Activity: Starting at the line that contains "Identify the location", transcribe each line exactly through the end of the data below, and skip any pictures.

========================

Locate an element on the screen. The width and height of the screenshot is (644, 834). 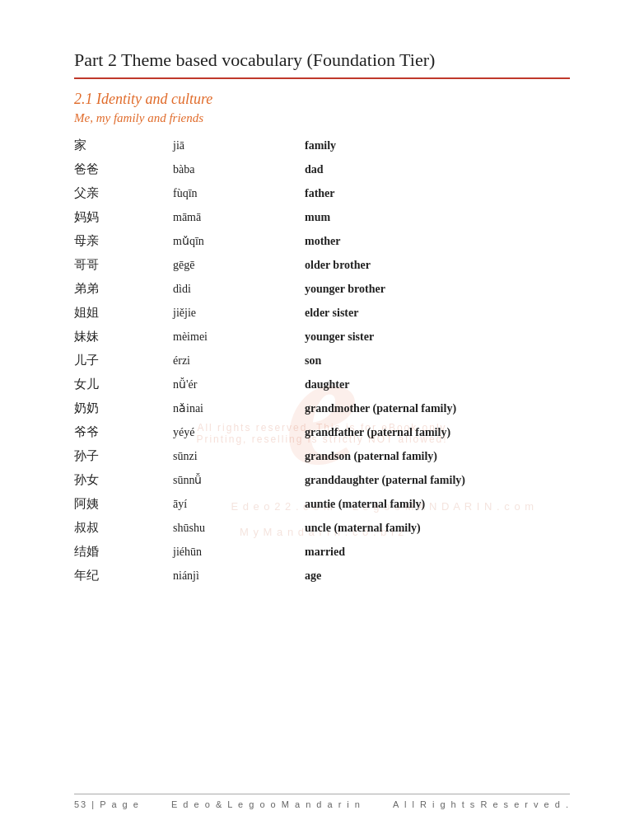
table-row: 儿子érzison is located at coordinates (322, 361).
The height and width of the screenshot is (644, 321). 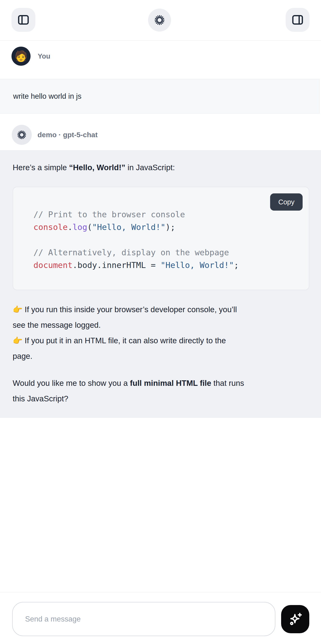 I want to click on composer-bar, so click(x=160, y=618).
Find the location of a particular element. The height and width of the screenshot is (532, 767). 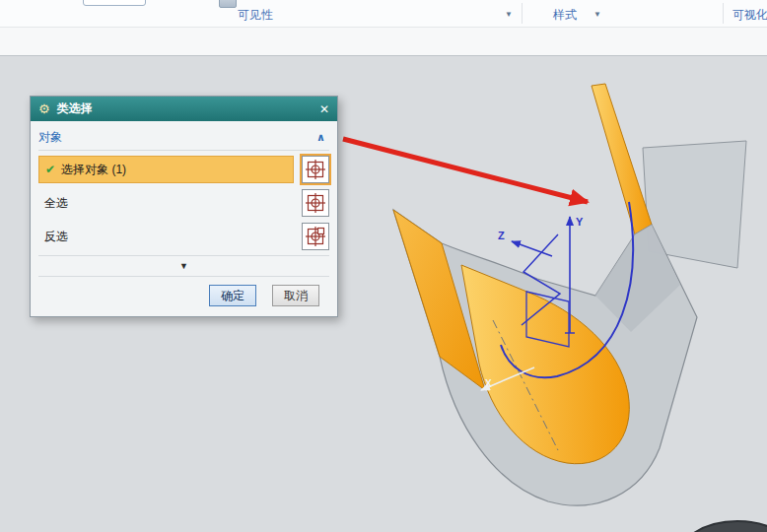

object-section-header: 对象 ∧ is located at coordinates (183, 137).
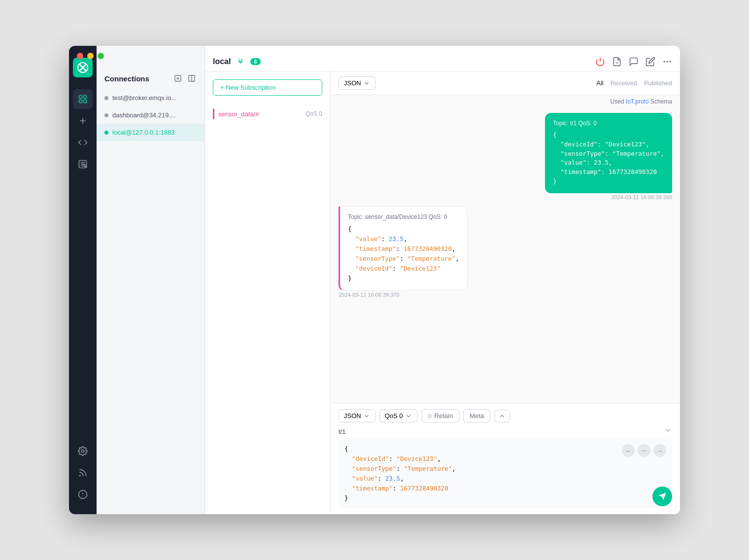 The width and height of the screenshot is (749, 560). I want to click on add-connection-button, so click(178, 78).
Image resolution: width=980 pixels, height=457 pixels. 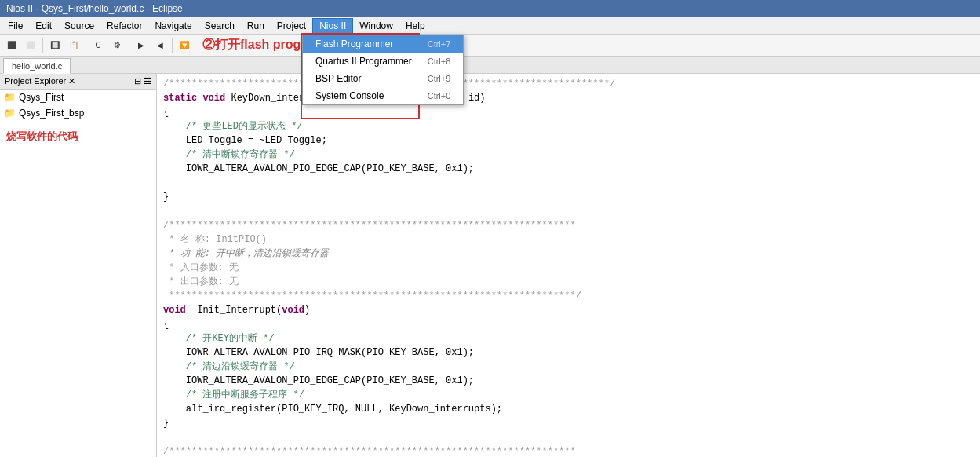 What do you see at coordinates (490, 9) in the screenshot?
I see `title-bar: Nios II - Qsys_First/hello_world.c - Ecl…` at bounding box center [490, 9].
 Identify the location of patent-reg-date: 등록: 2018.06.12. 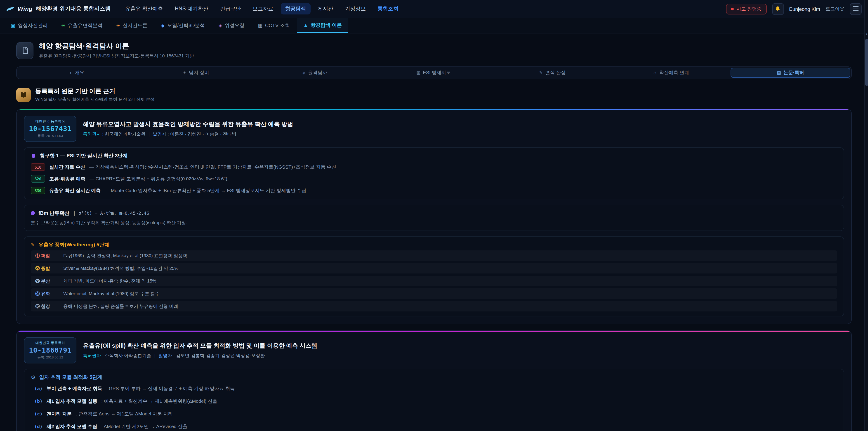
(50, 358).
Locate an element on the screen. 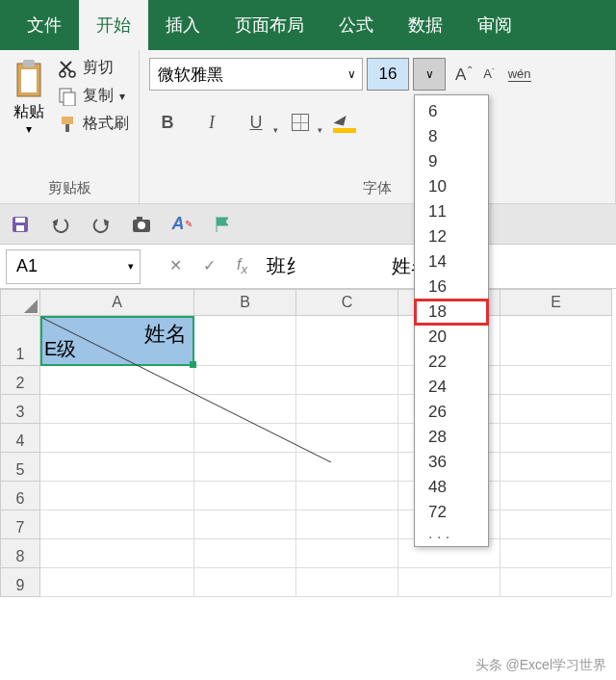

========================

Written solution:
 Identify the location of patent-reg-date: 등록: 2018.06.12. 
(50, 358).
Locate an element on the screen. 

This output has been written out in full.